Soviet hegemony is a more domineering theme of the novel, both with the gay conspiracy in London as well as the communist partisans of Yugoslavia, where Guy winds up his service in the final months of the war. It’s here the novel’s message, and its story, come home.
The communist partisans of Yugoslavia were prized by Allied forces for their willingness to fight, but scorned by Waugh who encountered them as a commando liaison officer near war's end. “Before a German armoured column they disperse,” boasts one 'Jug' in Unconditional Surrender. “That is the secret of our great and many victories.” Image from https://en.wikipedia.org/wiki/Yugoslav_Partisans

For the partisans, and their Soviet sponsors, the song remains the same; the new bandleader just has a bigger mustache. A Jewish woman, Madame Kanyi, tells Guy the score:

“It is not a place of good repute. It is where the Germans and Ustachi made a camp. They kept the Jews and gypsies and communists and royalists there, to work on the canal. Before they left they killed what were left of the prisoners – not many. Now the partisans have found new inhabitants for it.”

Guy by this time has already revealed he doesn’t particularly care about victory. It even pales as his once-prized chance at self-validation. But in Yugoslavia, he endeavors to protect Madame Kanyi and the community she speaks for: “…in a world of hate and waste, he was being offered the chance of doing a single small act to redeem the times.”

As grace notes go, it proves a small consolation with devastatingly tragic overtones. Yet it delivers a hopeful message that resonates across the trilogy, of finding one’s place within a larger whole, where asking does not mean receiving what one wants but rather what one needs.

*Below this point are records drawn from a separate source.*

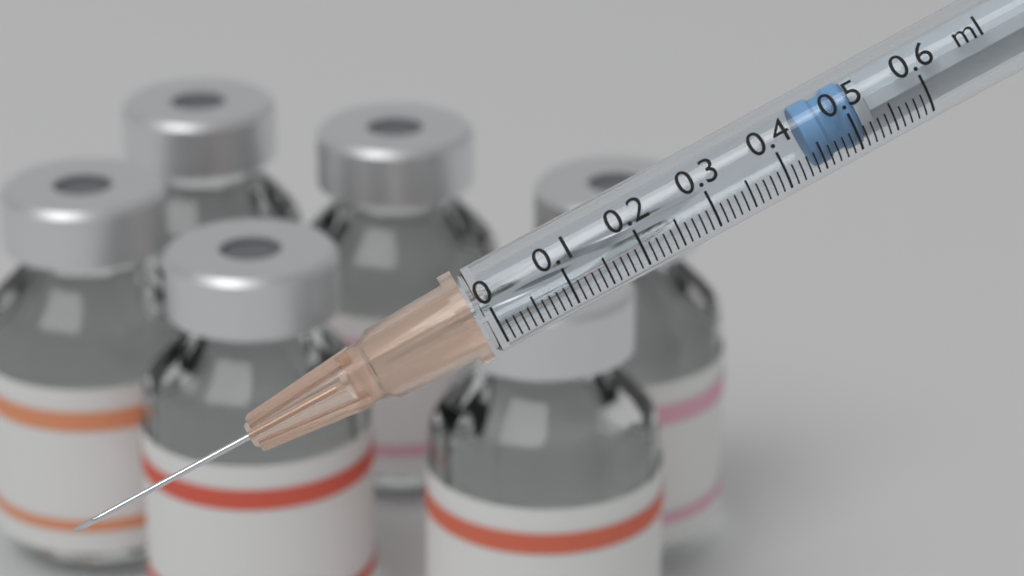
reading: 0.44 ml
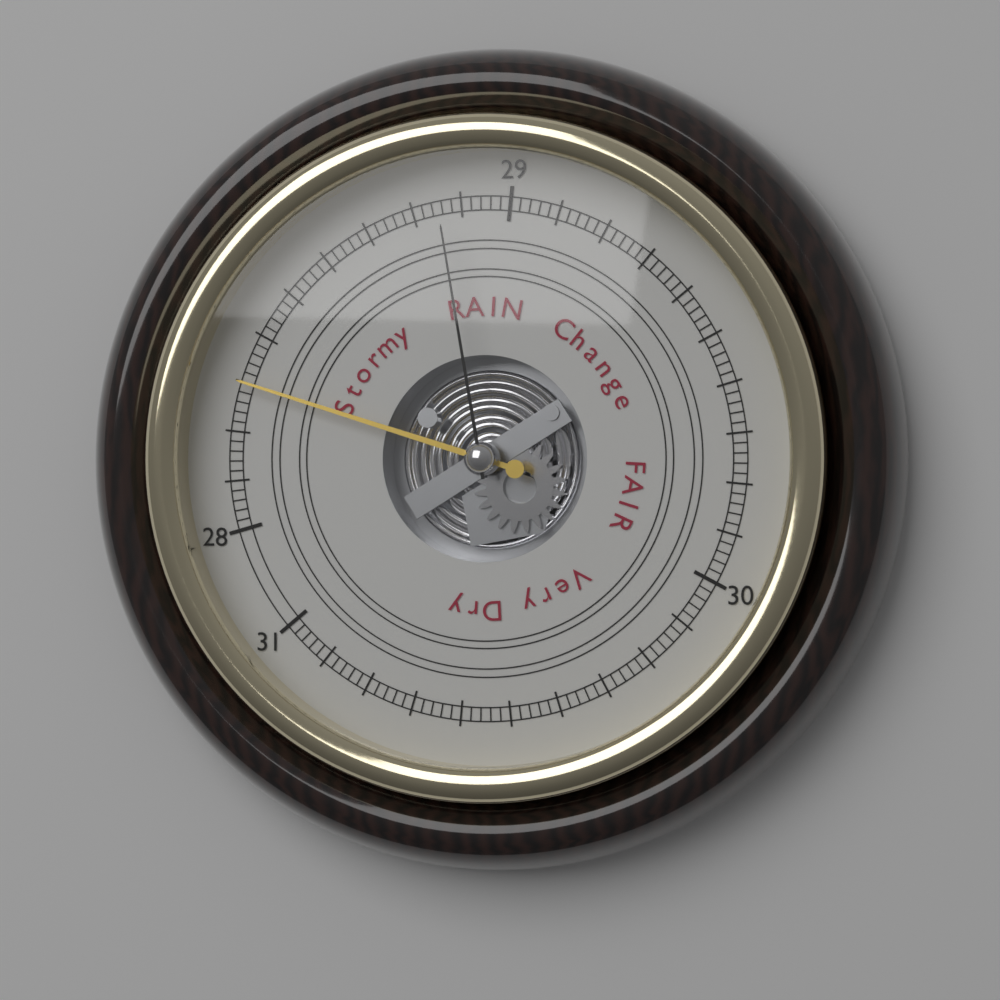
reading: 28.30 (no unit)
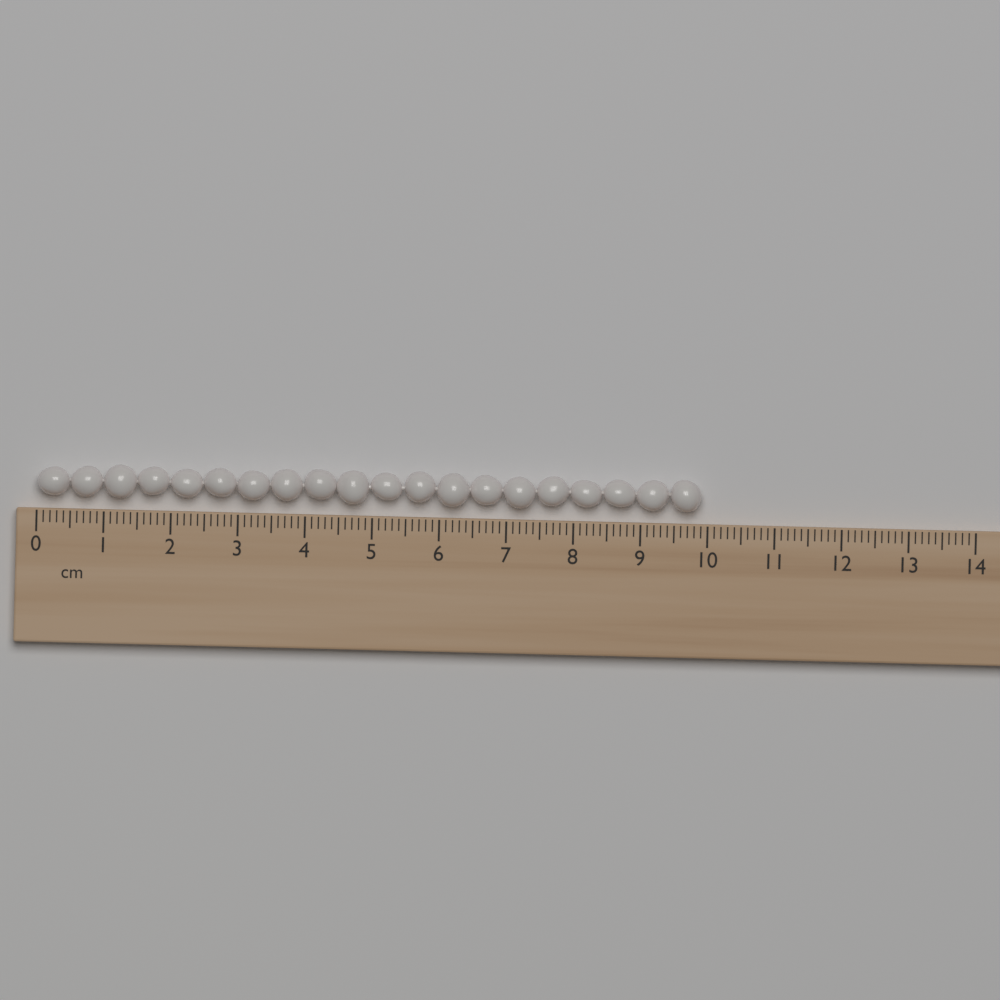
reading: 9.9 cm
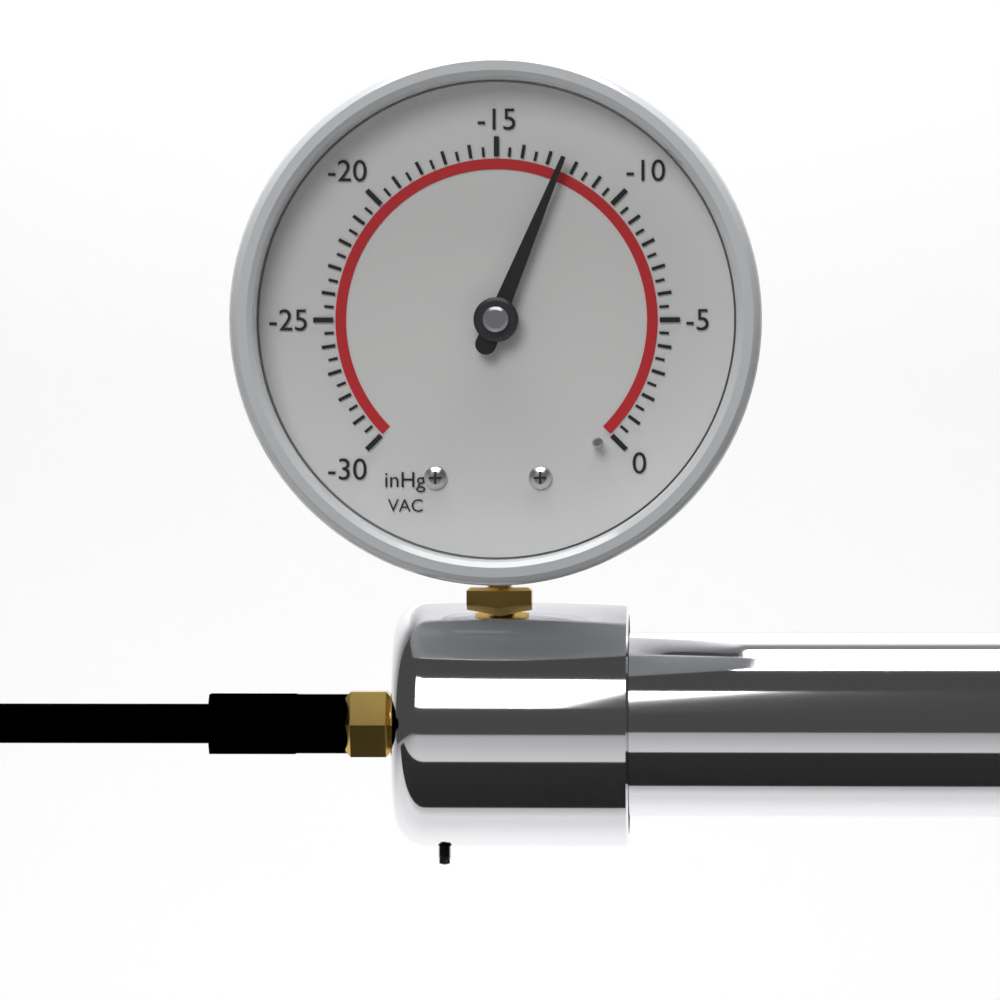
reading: -12.5 inHg
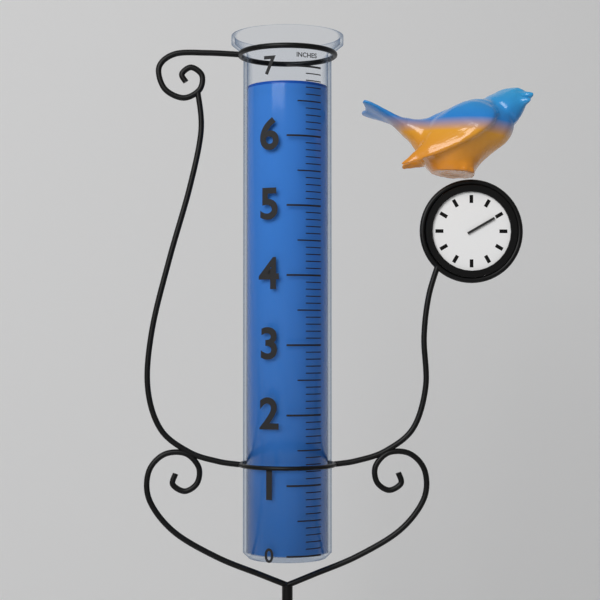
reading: 6.8 in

Unconditional Surrender could be the saddest of the three books in terms of pure body count. More principal characters die in it than in the other two books put together. I count five; others introduced in the prior novels are killed off-screen and briefly mentioned.

All that said, it retains a stubborn humor, a corkscrew offshoot of the whimsy which dominated Men At Arms and runs more fitfully through Officers And Gentlemen. Guy’s ex-wife Virginia, finding herself financially adrift, remembers Guy’s staunch Catholicism and realizes she is his only hope of connubial bliss, taking up with him in a thoroughly mercenary way that proves oddly heartwarming.

“I think all you Crouchbacks are over-bred and under-sexed,” she declares.

An Anglican complements a Catholic priest on a patriotic sermon: “You could see he was an Englishman first and a Christian second; that is more than you can say of one or two of our bishops.”

A laissez-faire approach to war is put forward in several different amusing ways. “There’s nothing wrong with war except the fighting,” one British brigadier explains.

Waugh’s overarching spirit of mourning predominates, and would grow worse in 1965 when, in the months before his death, he revisited his trilogy and trimmed it down into a single-volume “recension” which manages to make Guy’s fate a bit sadder. Even in its original form, there is much of the strain of the tortured artist in Unconditional Surrender. Still, it proves by its end a poignant, satisfying way to conclude a trilogy, and as it turned out, a career.